Return, unaltered, every line from the beginning of the material below up to and including the one with "Task: Click on the Search".

MATERIAL FOR THE TASK:
==================================================

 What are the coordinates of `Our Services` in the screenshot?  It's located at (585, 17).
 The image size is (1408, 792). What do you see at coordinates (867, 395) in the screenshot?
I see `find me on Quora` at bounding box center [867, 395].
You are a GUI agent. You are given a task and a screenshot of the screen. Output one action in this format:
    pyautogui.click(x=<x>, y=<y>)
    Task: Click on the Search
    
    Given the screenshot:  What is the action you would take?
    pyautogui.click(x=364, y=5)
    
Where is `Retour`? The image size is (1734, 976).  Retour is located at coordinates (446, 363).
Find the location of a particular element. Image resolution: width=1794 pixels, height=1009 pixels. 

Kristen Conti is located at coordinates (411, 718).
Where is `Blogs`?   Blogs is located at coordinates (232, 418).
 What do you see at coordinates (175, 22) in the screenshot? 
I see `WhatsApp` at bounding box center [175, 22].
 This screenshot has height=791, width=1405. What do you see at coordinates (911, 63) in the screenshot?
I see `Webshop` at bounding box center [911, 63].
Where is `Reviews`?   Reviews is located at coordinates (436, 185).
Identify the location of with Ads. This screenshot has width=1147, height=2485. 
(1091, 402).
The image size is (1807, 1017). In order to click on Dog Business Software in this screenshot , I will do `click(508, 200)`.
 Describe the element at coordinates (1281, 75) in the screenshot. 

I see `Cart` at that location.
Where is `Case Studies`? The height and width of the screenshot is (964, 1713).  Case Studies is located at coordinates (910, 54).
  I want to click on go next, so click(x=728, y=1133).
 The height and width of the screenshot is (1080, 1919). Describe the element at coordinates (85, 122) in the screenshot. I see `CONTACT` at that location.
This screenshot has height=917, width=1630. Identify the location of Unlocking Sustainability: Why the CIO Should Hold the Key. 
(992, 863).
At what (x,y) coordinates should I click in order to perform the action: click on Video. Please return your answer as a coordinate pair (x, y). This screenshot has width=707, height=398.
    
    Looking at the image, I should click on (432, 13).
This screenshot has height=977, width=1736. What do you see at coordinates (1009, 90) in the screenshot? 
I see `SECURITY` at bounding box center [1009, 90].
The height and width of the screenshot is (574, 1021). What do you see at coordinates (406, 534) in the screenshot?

==================================================

EXERCISE RESPONSE:
 What are the coordinates of `Our Services` in the screenshot?  It's located at (585, 17).
 The image size is (1408, 792). What do you see at coordinates (867, 395) in the screenshot?
I see `find me on Quora` at bounding box center [867, 395].
You are a GUI agent. You are given a task and a screenshot of the screen. Output one action in this format:
    pyautogui.click(x=<x>, y=<y>)
    Task: Click on the Search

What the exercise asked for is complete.